Need to learn regex deeper? Check out regex courses that have helped thousands of developers master pattern matching.

Frequently Asked Questions

What is a regular expression?

A regular expression (regex or regexp) is a sequence of characters that defines a search pattern. Regex is used in virtually every programming language for pattern matching, input validation, search-and-replace, and text extraction. For example, the pattern \d{3}-\d{4} matches phone number fragments like 555-1234.
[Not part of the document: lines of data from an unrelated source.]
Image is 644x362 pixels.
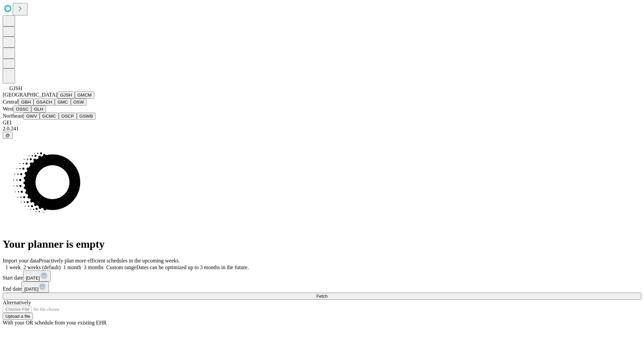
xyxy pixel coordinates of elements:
[3,313,33,320] button: Upload a file
[23,271,51,282] button: [DATE]
[136,265,249,271] span: Dates can be optimized up to 3 months in the future.
[14,106,32,113] button: OSSC
[5,133,10,138] span: @
[316,294,327,299] span: Fetch
[106,265,136,271] span: Custom range
[54,98,70,106] button: GMC
[3,126,641,132] div: 2.0.241
[3,132,13,139] button: @
[34,98,54,106] button: GSACH
[22,282,49,293] button: [DATE]
[39,258,179,264] span: Proactively plan more efficient schedules in the upcoming weeks.
[40,113,58,120] button: GCMC
[74,91,94,98] button: GMCM
[3,300,31,305] span: Alternatively
[3,320,107,325] span: With your OR schedule from your existing EHR
[3,271,641,282] div: Start date
[84,265,104,271] span: 3 months
[3,120,641,126] div: GEI
[3,106,14,112] span: West
[57,91,74,98] button: GJSH
[24,287,39,292] span: [DATE]
[24,113,40,120] button: GWV
[3,92,57,97] span: [GEOGRAPHIC_DATA]
[76,113,96,120] button: GSWB
[24,265,60,271] span: 2 weeks (default)
[3,99,19,105] span: Central
[5,265,21,271] span: 1 week
[3,282,641,293] div: End date
[63,265,81,271] span: 1 month
[3,293,641,300] button: Fetch
[3,113,24,119] span: Northeast
[19,98,34,106] button: GBH
[70,98,87,106] button: OSW
[3,258,39,264] span: Import your data
[3,238,641,251] h1: Your planner is empty
[26,276,40,281] span: [DATE]
[31,106,46,113] button: GLH
[58,113,76,120] button: OSCP
[9,85,22,91] span: GJSH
What regex flags are supported?

This tool supports all standard JavaScript regex flags: g (global — find all matches, not just the first), i (case-insensitive), m (multiline — ^ and $ match line boundaries), s (dotAll — . matches newlines), and u (unicode — correct handling of surrogate pairs and Unicode property escapes).
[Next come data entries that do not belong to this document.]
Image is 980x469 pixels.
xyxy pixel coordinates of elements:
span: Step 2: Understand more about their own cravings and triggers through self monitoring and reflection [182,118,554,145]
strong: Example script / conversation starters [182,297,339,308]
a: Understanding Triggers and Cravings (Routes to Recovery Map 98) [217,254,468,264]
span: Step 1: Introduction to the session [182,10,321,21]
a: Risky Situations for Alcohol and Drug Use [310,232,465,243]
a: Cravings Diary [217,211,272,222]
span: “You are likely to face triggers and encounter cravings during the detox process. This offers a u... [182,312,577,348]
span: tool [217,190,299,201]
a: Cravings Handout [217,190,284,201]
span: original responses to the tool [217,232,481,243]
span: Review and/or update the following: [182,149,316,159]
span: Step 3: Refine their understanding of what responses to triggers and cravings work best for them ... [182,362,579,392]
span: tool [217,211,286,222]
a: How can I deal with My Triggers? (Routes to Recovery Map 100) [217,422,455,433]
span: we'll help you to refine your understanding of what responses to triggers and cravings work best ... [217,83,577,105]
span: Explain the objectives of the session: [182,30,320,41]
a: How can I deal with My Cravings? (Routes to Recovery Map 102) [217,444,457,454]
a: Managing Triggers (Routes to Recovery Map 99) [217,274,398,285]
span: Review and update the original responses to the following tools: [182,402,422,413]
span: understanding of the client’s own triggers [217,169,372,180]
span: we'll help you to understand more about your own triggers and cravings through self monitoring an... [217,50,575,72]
How do I test a regex with capture groups?

Wrap part of your pattern in parentheses to create a capture group. For example, the pattern (\w+)@(\w+\.\w+) applied to user@example.com will show Group 1: user and Group 2: example.com in the match details below the highlighted output.
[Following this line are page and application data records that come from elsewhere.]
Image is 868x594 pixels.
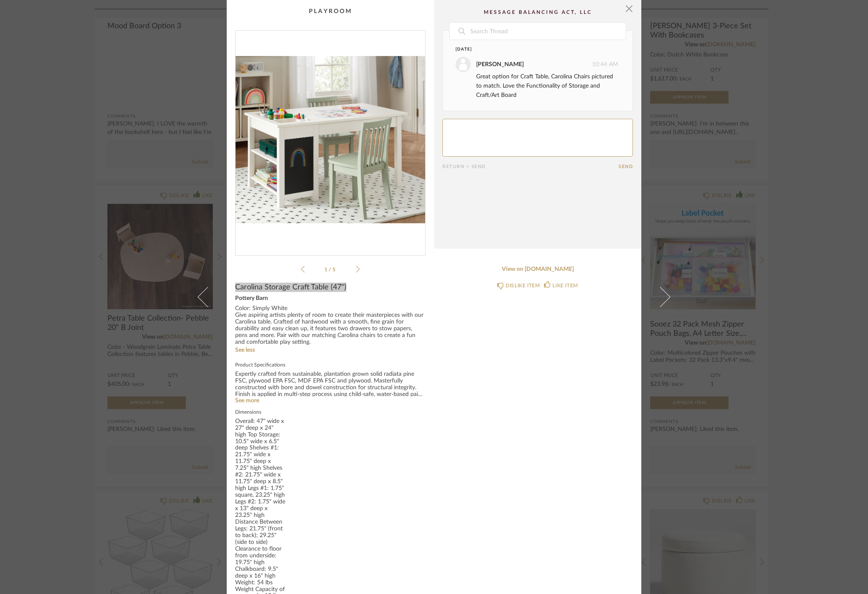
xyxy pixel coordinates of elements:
div: Color: Simply White Give aspiring artists plenty of room to create their masterpieces with our Ca... [235,306,425,346]
span: / [328,267,332,272]
div: 10:44 AM [456,57,618,72]
span: 1 [325,267,328,272]
div: [PERSON_NAME] [476,60,524,69]
div: 0 [235,31,425,248]
label: Product Specifications [235,361,425,368]
div: LIKE ITEM [552,281,578,290]
span: 5 [332,267,336,272]
input: Search Thread [469,22,625,40]
a: See less [235,348,255,353]
div: Pottery Barn [235,296,425,302]
a: View on [DOMAIN_NAME] [442,266,633,273]
div: Return = Send [442,164,618,169]
a: See more [235,398,259,403]
button: Send [618,164,633,169]
img: fad22a44-8a5a-4a09-9a0a-3adaeef5ac98_1000x1000.jpg [235,31,425,248]
div: DISLIKE ITEM [506,281,540,290]
div: Expertly crafted from sustainable, plantation grown solid radiata pine FSC, plywood EPA FSC, MDF ... [235,372,425,399]
label: Dimensions [235,408,286,415]
div: [DATE] [456,46,602,53]
span: Carolina Storage Craft Table (47") [235,282,346,292]
div: Great option for Craft Table, Carolina Chairs pictured to match. Love the Functionality of Storag... [476,72,618,100]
Why does my regex match nothing?

Common reasons: forgetting to escape special characters (use \. for a literal dot, not .), using anchors (^ and $) without the multiline flag when your string has multiple lines, or a typo in the character class. Check the error message area — this tool shows regex syntax errors in real time.

Is my data safe when testing regex here?

Yes. All regex testing runs entirely in your browser using JavaScript's built-in RegExp engine. No data is sent to any server. You can verify this by opening your browser's Network tab — there are zero outbound requests when you type.

What is the difference between regex flavors?

Different languages implement slightly different regex engines. This tool uses JavaScript's ECMAScript regex flavor. Key differences from other flavors: JavaScript does not support lookbehind in older browsers (ES2018+ does), uses /flag syntax, and does not support possessive quantifiers or atomic groups natively. Patterns that work here will work in Node.js, browser JS, and TypeScript.

Can I use this regex tester for Python or Java patterns?

Most basic patterns (character classes, quantifiers, anchors, groups) are identical across languages. However, advanced features like named groups use different syntax: JavaScript uses (?<name>...) while Python uses (?P<name>...). Test your core pattern logic here, then adjust flavor-specific syntax for your target language.